We are lying on the floor of the 4th platoon's latrine hallway "practicing" point of aim. We all grouped and zeroed two days ago, so today we sit around and clean our weapons for hours on end. We get smoked occasionally when a DS wanders in and sees us bullshitting, but for the most part, we just sit, and clean, and wait.
The other half of the company is out trying to master the basic principles of rifle operation, sweating in the 100+ degree weather. Here in the bay it is in the low 60's, we got MRE's (meals ready to eat), weapons, sandbags and no tasks to focus on.
I miss the friends that have made up my world for the last ten years, especially surrounded by guys 5+ years younger than myself. There is a very definite break in wave length between the things I like & care about, and the general topics around the barracks.
Still . . . for the most part I've got good company here; highly motivated, mostly intelligent and extremely passionate young men with training & graduation as their ultimate goals.
I remembered another story I forgot to tell y'all;
The calendar here is pretty simple: Our first day was Day Zero. Today is day . . . ahh. . . twenty-something. Thirty seven days to Family Day. Day ONE, our second day here (made my head hurt too) saw one of the most awkward moments of my life . . . so far.
We had heeled the rail and were "preparing for the shower drill," when Drill Sergeant Johnson decided that at that particular moment 3rd platoon was not moving fast enough.
THE PUSH UUUP!"
Swathed only in towels, we froze.
"FRONTLEANINGRESTPOSITION MOVE!"
Terrified, confused and just a little shy, each one of us cautiously tried to find our way to the ground and into the pushup stance while keeping our towels and modesty in place. We were all doubly un-successful.
Now, arms akimbo, heels together, we held our nude bodies aloft and stared hard at the floor in front of our faces.
If you have never performed a naked pushup in a room full of (naked) strangers, let me save you some time and trauma, and explain some fundamentals:
ONE: The floor is always closer . . . than you think
TWO: You WILL lock eyes with at least one other person.
THREE: There is no good way to cover yourself.
FOUR: You will never be the same.
"ONE," Drill Sergeant shouted.
We dropped. hit the tile and did our best to shield our shrieks of pain behind nervous laughter.
"TWO"
We pushed, lifting our frigid parts from the floor and desperately hoping we weren't the ones on mop duty that night.
"THREE"
We dropped.
"ONE!" We yelled. First rep of five.
We walked away from that changed men.
This is Pennock, one of the six people in my platoon that I don't regularly want to choke. Sounds terrible, but if you spent a day as a fly on the wall here, you'd understand.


> _What you need to do_: What number of lines in the entries below include the string "circle"? Respond with that number alone.

Figure content listings:
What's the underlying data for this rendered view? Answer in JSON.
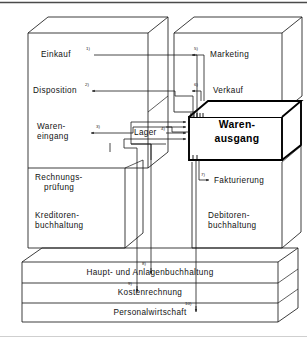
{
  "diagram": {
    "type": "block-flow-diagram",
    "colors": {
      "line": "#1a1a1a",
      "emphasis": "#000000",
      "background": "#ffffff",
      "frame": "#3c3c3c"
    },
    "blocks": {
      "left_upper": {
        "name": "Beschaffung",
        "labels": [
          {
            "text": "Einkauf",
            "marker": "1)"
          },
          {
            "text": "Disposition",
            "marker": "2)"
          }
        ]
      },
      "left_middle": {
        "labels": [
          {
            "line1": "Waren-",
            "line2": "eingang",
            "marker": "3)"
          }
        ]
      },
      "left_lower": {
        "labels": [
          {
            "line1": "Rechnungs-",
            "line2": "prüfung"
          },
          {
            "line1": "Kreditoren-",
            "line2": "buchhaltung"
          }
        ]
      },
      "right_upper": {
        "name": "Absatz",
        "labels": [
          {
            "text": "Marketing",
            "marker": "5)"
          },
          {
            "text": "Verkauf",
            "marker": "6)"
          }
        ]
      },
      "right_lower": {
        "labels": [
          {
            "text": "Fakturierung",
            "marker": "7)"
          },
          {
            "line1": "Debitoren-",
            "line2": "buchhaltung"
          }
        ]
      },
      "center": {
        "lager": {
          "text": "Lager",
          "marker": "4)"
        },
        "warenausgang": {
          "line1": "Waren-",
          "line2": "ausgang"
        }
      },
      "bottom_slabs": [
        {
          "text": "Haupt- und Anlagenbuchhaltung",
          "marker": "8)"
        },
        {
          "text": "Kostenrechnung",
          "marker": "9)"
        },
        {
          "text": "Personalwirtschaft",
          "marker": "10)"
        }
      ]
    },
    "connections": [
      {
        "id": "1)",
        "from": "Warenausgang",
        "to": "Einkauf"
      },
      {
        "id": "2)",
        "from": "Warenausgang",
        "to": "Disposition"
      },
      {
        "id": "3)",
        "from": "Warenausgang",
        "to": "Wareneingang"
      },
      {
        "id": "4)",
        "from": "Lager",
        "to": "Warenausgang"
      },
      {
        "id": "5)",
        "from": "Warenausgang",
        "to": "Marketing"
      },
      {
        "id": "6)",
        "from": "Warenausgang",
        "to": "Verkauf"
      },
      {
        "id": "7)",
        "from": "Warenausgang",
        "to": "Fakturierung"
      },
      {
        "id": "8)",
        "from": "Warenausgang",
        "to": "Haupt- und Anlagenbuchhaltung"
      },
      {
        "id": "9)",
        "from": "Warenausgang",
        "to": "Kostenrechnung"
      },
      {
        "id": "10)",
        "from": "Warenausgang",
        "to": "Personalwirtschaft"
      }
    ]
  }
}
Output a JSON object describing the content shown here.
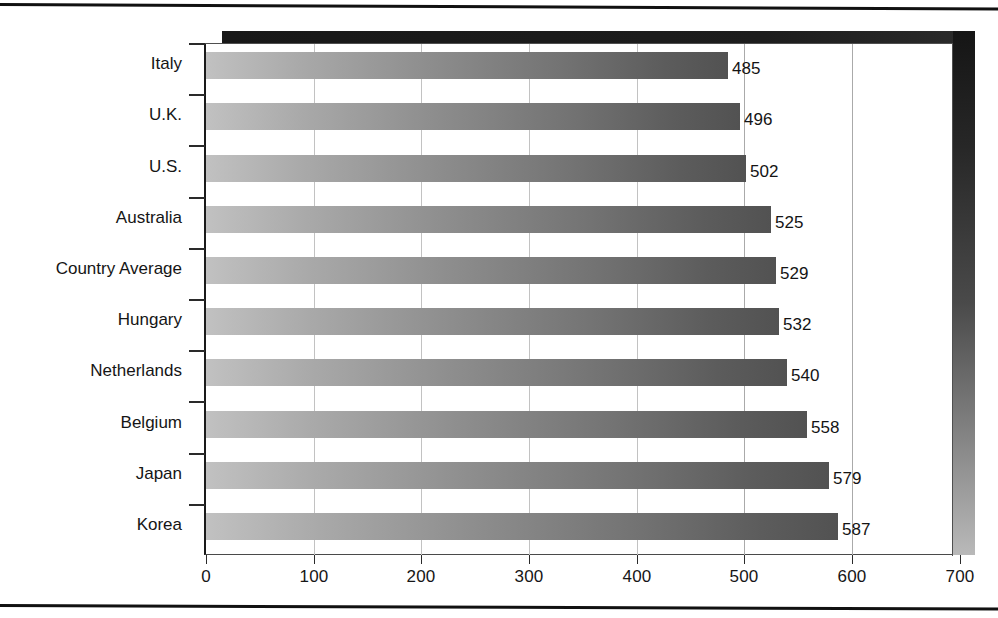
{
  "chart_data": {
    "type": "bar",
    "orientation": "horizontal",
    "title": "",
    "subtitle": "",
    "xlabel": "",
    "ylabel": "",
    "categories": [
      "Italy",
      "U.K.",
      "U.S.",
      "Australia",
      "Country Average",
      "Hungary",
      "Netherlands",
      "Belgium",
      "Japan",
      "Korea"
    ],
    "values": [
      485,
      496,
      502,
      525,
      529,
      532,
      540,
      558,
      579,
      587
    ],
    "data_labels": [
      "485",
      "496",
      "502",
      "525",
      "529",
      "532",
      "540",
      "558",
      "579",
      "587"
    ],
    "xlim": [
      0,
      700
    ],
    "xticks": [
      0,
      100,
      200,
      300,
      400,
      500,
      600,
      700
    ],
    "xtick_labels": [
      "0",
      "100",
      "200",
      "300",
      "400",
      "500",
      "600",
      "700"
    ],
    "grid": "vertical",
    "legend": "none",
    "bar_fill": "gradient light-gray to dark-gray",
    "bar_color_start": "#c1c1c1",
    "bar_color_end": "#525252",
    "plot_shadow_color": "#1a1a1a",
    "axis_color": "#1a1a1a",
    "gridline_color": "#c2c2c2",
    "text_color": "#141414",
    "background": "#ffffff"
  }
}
...
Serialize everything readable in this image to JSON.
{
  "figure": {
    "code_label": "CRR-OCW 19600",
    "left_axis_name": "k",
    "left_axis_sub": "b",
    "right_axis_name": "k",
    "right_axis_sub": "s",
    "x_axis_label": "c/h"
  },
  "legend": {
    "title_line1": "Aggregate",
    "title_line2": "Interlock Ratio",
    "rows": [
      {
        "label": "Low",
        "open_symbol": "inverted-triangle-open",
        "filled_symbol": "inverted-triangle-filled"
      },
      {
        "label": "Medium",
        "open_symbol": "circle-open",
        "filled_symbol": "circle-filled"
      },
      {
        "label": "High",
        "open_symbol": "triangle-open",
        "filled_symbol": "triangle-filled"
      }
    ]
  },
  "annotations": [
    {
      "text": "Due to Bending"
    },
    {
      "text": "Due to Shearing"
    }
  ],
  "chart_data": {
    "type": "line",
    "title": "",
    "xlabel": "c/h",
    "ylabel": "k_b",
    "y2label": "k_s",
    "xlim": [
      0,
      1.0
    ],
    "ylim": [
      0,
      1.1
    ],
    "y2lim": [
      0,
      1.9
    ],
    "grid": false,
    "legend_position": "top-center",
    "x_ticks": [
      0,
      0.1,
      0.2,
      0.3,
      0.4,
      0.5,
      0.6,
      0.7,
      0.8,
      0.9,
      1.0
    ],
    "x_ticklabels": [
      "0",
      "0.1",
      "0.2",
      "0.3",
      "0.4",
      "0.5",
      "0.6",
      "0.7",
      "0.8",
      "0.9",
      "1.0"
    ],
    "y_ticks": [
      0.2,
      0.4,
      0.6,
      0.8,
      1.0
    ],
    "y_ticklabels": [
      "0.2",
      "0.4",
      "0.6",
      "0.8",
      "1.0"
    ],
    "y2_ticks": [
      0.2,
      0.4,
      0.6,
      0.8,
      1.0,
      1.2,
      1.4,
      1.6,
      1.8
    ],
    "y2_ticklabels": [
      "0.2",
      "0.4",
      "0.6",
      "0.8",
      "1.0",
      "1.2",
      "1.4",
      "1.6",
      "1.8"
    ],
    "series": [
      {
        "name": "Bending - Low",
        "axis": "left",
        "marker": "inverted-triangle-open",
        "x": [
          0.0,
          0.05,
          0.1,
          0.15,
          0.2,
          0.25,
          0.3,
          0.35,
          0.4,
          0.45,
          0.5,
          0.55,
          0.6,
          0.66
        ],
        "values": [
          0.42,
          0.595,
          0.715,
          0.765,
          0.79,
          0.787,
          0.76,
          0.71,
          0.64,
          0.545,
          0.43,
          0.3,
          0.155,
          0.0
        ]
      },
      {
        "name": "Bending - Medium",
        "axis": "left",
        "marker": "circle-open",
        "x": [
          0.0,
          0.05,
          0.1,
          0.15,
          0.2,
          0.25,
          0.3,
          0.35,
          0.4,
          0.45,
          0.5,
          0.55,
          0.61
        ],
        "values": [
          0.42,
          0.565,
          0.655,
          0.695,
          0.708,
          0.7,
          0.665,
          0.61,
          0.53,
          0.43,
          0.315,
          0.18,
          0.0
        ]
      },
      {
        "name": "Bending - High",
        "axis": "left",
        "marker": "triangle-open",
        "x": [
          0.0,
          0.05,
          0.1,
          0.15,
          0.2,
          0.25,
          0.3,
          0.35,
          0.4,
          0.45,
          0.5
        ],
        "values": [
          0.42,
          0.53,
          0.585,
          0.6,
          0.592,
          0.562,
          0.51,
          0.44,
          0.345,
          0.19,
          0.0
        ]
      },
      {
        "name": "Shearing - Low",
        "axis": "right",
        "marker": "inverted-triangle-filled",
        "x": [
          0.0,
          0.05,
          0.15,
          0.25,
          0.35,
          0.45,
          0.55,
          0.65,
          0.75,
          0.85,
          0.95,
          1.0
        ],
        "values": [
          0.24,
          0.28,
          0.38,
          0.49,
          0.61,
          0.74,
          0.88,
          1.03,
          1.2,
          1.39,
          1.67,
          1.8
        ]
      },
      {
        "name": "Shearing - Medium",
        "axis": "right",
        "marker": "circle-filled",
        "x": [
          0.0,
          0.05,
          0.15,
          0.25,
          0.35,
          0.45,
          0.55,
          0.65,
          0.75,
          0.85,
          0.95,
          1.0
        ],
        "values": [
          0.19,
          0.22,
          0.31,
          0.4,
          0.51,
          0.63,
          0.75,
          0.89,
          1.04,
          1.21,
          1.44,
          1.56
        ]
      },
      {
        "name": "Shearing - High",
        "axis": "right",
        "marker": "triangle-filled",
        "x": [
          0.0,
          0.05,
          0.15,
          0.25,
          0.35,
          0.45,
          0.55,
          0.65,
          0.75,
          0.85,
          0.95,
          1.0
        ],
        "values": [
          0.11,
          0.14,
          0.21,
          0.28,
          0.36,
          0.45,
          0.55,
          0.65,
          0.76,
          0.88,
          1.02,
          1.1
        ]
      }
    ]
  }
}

> _The answer_: 4